How can A-CDM concepts fully benefit regional and local airports in the recovery of air traffic after COVID.

6 September 2021

A-CDM concepts

 

For more than a decade, many European airports have successfully implemented the principles of A-CDM (Airport Collaborative Decision Making), improving the efficiency of their operations. The results of this implementation are mainly a reduction in delays for airlines and a reduction in CO2 emissions at the approaches to these airports.

Generally speaking, it has been observed that A-CDM concepts and the solutions that implement them are perceived by regional and local airport managers as too complex or even useless in view of their traffic volume. The implementation of A-CDM in airports is often identified as requiring heavy CAPEX investments and long months of organization and processes to educate, train and install the systems needed to operate it.

 

How can A-CDM concepts fully benefit regional and local airports in the recovery of air traffic after COVID

The unprecedented health crisis that has hit airports heavily for over a year has cut air traffic by an average of 70% compared to 2019. However, it has revealed the value of A-CDM concepts in crisis management for regional and local airports.

A shared vision of operations is at the heart of the A-CDM concept. In this unprecedented situation, limiting multiple communications, optimizing decision making, reducing the number of errors and misunderstandings and reducing costs are (survival) issues for all types of airports.

This search for savings requires reliable, centralized and standardized access to operational information through a single platform, accessible at any time and on any medium.

 

In addition, regional and local airports often suffer from the use of software solutions that work in silos, i.e. addressing a specific issue (requesting assistance and ground handling services, tracking flights in tactical mode, invoicing airport users, etc.), with limited connectivity and therefore generating numerous duplicate entries of information, a source of inefficiency and frustration for the operational teams.

By nature, and even more so in the current situation, the versatility of regional and local airport staff is reinforced, and any exchange and collaboration solution as advocated by the A-CDM concepts must take this specificity into account and offer the most transversal levels of service possible.

 

Health crisis drives change at regional airports

 

In the A-CDM concepts, one of the main levers improving the decision making process for any operation is the access to a tool allowing to easily exchange with the airport community beyond the organizational barriers inherent to the different companies operating on an airport (ground handling company, airlines, security company, etc.).

Even if the decrease in traffic has resulted in a decrease in these exchanges, it is no less true that inter-team communication, still too strongly based on intrusive voice exchanges and not very conducive to confidentiality, remains too often inefficient.

It is imperative to give all airport stakeholders free and unlimited access to information so that everyone can contribute at their own level to improving the common knowledge of the operations situation.

 

This particular situation has also revealed the need to provide the most accurate information possible, adapted to the users’ profiles. The time of the single interface where each user comes to find by himself the information that suits him to accomplish his activities is over.

It is therefore necessary to provide a highly configurable collaboration solution to cover this need for instant access to information, whether it is for a bird hazard manager or for a passenger handling agent in the terminal.

Il est donc nécessaire de fournir une solution de collaboration hautement configurable pour couvrir ce besoin d’accès instantané aux informations, que ce soit pour un responsable du péril aviaire ou pour un agent d’accueil en charge des passagers dans l’aérogare.

 

It is clear that airports will not be able to sustain heavy CAPEX investments to deal with this crisis. It is therefore obvious that they need to provide a digital solution based on a flexible, no-commitment subscription whose cost to the airport is proportional to its current traffic volume so as not to jeopardize the recovery before it has borne fruit.

It is in this spirit that AirportKeeper‘s solution is designed to accompany its customers on the path to A-CDM.

 

The introduction a few years ago by Eurocontrol of the AAT (Advanced ATC Tower) accreditation has allowed some airports to establish this privileged link with the Network Manager in order to take advantage of the benefits, while fearing the inevitable difficulty of its implementation.

Here again, with its recognized experience and expertise in this field, Innov’ATM demystifies this complexity and assists its customers at every step so that this transition to network connectivity is quick and secure.

 

The COVID crisis was a brutal and unexpected shock by its magnitude and duration. But, paradoxically, it is also an opportunity to initiate an in-depth digital transformation for regional and local airports which, thanks to the greater availability of their human resources and their appetite for change generated by this period of uncertainty, will be the first drivers of this evolution. 

Innov’ATM, an innovative company with the ambition to revolutionize air traffic management solutions, is working today with its AirportKeeper digital solution to simplify access to the benefits of A-CDM concepts for all regional airports.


__TASK DIRECTIONS__:
Give the records again word for word. Leave every picture out.

__Data excerpts__:
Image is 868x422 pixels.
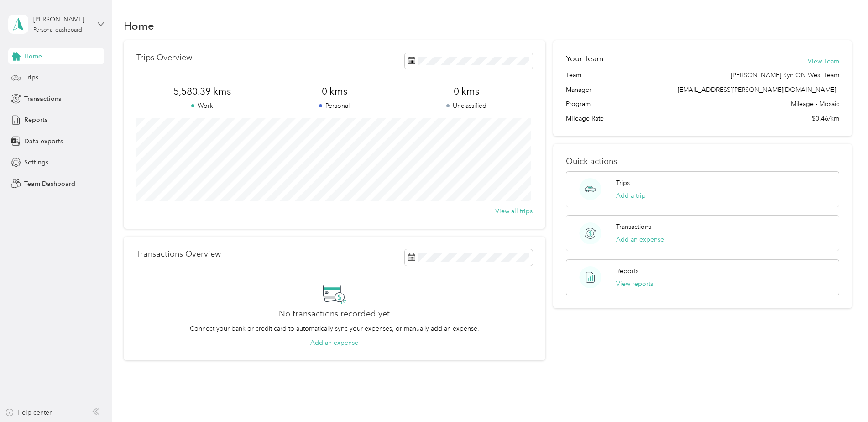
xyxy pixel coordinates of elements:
p: Transactions [616,222,651,232]
span: 5,580.39 kms [136,85,269,98]
span: Team Dashboard [24,179,75,188]
span: Transactions [24,94,61,104]
span: Data exports [24,136,63,146]
span: Mileage Rate [566,114,604,123]
button: Add a trip [616,191,646,201]
p: Unclassified [400,101,533,111]
span: 0 kms [269,85,400,98]
button: Add an expense [310,338,358,348]
span: Mileage - Mosaic [791,99,840,109]
span: Team [566,71,582,80]
button: Add an expense [616,234,664,244]
p: Personal [269,101,400,111]
p: Trips [616,178,630,188]
p: Work [136,101,269,111]
span: Trips [24,73,38,82]
span: Settings [24,157,49,167]
p: Connect your bank or credit card to automatically sync your expenses, or manually add an expense. [190,324,479,334]
button: View all trips [495,206,533,216]
span: [EMAIL_ADDRESS][PERSON_NAME][DOMAIN_NAME] [678,86,836,94]
p: Reports [616,266,638,276]
span: Home [24,51,42,61]
button: View Team [808,57,840,66]
span: [PERSON_NAME] Syn ON West Team [731,71,840,80]
p: Trips Overview [136,53,192,63]
button: View reports [616,280,653,288]
div: [PERSON_NAME] [34,15,90,24]
p: Transactions Overview [136,249,221,259]
h1: Home [124,21,155,31]
h2: Your Team [566,53,604,65]
button: Help center [5,408,51,418]
span: 0 kms [400,85,533,98]
div: Personal dashboard [34,27,82,33]
iframe: Everlance-gr Chat Button Frame [817,371,868,422]
span: $0.46/km [812,114,840,123]
h2: No transactions recorded yet [279,310,390,318]
span: Manager [566,85,591,95]
span: Reports [24,115,48,125]
p: Quick actions [566,157,840,166]
span: Program [566,99,590,109]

__RESPONSE TO THIS EXERCISE__:
Image is 868x422 pixels.
xyxy pixel coordinates of elements:
p: Transactions [616,222,651,232]
span: 5,580.39 kms [136,85,269,98]
span: Team Dashboard [24,179,75,188]
span: Transactions [24,94,61,104]
span: Data exports [24,136,63,146]
span: Mileage Rate [566,114,604,123]
button: Add a trip [616,191,646,201]
p: Unclassified [400,101,533,111]
span: 0 kms [269,85,400,98]
button: Add an expense [310,338,358,348]
span: Mileage - Mosaic [791,99,840,109]
span: Team [566,71,582,80]
button: Add an expense [616,234,664,244]
p: Personal [269,101,400,111]
p: Trips [616,178,630,188]
p: Work [136,101,269,111]
span: Trips [24,73,38,82]
span: Settings [24,157,49,167]
p: Connect your bank or credit card to automatically sync your expenses, or manually add an expense. [190,324,479,334]
button: View all trips [495,206,533,216]
span: [EMAIL_ADDRESS][PERSON_NAME][DOMAIN_NAME] [678,86,836,94]
p: Reports [616,266,638,276]
span: Home [24,51,42,61]
button: View Team [808,57,840,66]
span: [PERSON_NAME] Syn ON West Team [731,71,840,80]
p: Trips Overview [136,53,192,63]
button: View reports [616,280,653,288]
div: [PERSON_NAME] [34,15,90,24]
p: Transactions Overview [136,249,221,259]
h1: Home [124,21,155,31]
h2: Your Team [566,53,604,65]
button: Help center [5,408,51,418]
span: 0 kms [400,85,533,98]
div: Personal dashboard [34,27,82,33]
iframe: Everlance-gr Chat Button Frame [817,371,868,422]
span: $0.46/km [812,114,840,123]
h2: No transactions recorded yet [279,310,390,318]
span: Manager [566,85,591,95]
span: Reports [24,115,48,125]
p: Quick actions [566,157,840,166]
span: Program [566,99,590,109]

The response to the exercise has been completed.